Brad Pitt’s ‘War Machine’ Malfunctions: Spoiler-Free Review
Netflix’s War Machine is directed by David Michod (The Rover) and stars Brad Pitt as General Glen McMahon and Sir Ben Kingsley as Hamid Karzai. The film is based on The Operators by Michael Hastings. He wrote it following the publication of his Rolling Stone article that led to the resignation of General Stanley McChrystal, who General Glen MacMahon is based on. The narrator assumes the voice of journalist Michael Hastings with a seemingly tell-don’t-show policy concerning the plot. However, he does establish the tone of the movie at the very beginning, incidentally condemning the events of the movie from the get-go.
“Ah, America. You beacon of composure and proportionate response. You bringer of calm and goodness to the world.” – The Narrator, Sean Cullen.
Despite the narrator’s best efforts, no one seems to know what genre or tone the filmmakers were going for, including the filmmakers themselves. It begins like a bleak satire and trudges along into a procedural militaristic drama until it turns into a two hours waste of time. Brad Pitt plays McMahon like a caricature that he exaggerates beyond recognition in some scenes and tones down in others, like he is self-aware but doesn’t care. One would think if anyone was prepared to play a man of the military it would be Brad Pitt. His stand-out performances in Inglourious Basterds, Fury, and Allied seem like distant memories. Brad Pitt as McMahon is underwritten, poorly scripted, and one dimensional.

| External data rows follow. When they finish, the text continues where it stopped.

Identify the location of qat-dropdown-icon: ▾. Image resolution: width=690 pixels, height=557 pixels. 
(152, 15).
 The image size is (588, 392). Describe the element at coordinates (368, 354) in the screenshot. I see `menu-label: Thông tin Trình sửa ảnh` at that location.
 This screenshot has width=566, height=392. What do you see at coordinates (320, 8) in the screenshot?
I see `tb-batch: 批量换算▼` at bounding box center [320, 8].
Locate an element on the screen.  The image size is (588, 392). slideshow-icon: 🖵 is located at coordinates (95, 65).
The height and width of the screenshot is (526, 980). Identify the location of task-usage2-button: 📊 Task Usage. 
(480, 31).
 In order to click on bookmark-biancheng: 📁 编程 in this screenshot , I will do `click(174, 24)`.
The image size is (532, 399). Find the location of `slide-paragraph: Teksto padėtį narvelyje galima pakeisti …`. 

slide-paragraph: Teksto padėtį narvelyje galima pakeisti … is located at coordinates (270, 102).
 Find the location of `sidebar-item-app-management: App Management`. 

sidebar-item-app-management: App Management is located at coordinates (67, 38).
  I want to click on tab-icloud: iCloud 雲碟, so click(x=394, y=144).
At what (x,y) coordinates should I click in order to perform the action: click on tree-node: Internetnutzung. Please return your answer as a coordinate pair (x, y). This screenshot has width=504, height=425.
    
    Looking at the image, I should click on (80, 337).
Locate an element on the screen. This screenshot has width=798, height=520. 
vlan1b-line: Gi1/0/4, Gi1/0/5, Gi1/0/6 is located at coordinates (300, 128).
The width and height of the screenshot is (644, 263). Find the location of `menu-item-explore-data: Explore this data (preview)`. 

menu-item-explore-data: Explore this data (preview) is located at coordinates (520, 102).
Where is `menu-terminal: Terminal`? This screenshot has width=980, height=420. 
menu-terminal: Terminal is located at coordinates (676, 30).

Brad Pitt as McMahon meets Sir Ben Kingsley as Karzai.
General McMahon carries an eternal squint as if he was mimicking Michael Scott from The Office parodying General Stanley McChrystal for the camera. He runs like he is doing “thigh exercises” that he learnt from Omar in Four Lions. War Machine’s biggest mistake is not committing to its tone and genre. It tries to do too much with very little plot. Wildly absurdist, it works well as a satire of militaristic bureaucracy, but it’s very inconsistent in its voice. It’s surprising that it was written and directed by the same person because it feels like it was crowdsourced. It legitimately criticizes the failure of leadership and operation in the Afghanistan war, but seems to miss the mark in understanding that otherwise competent individuals made those failures. Sir Ben Kingsley plays Hamid Karzai with great facial likeness, but acts more like his character Trevor Slattery from Iron Man 3 than the former President of Afghanistan.
At one point General McMahon makes an important point about the difficulties of the war and notes the difference between insurgency and counter-insurgency and how America fits into that narrative. However, he arrives at the wrong conclusion and later learns that “You can’t build a nation at gunpoint”.
The most compelling performances in the movie come from Will Poulter (The Revenant) and Keith Stanfield (Atlanta) in the only combat sequence of the whole movie; it is short yet memorable, and depicts with good accuracy the tragedy of war and how disposable brown lives are, lives that they have somehow convinced themselves, they are saving.
It ends with a great cameo that I will not spoil for you. Though the ending is predictable, it is necessary and works well with the overarching plot of the movie.
RATING: 2/5
War Machine is available to stream on Netflix right now.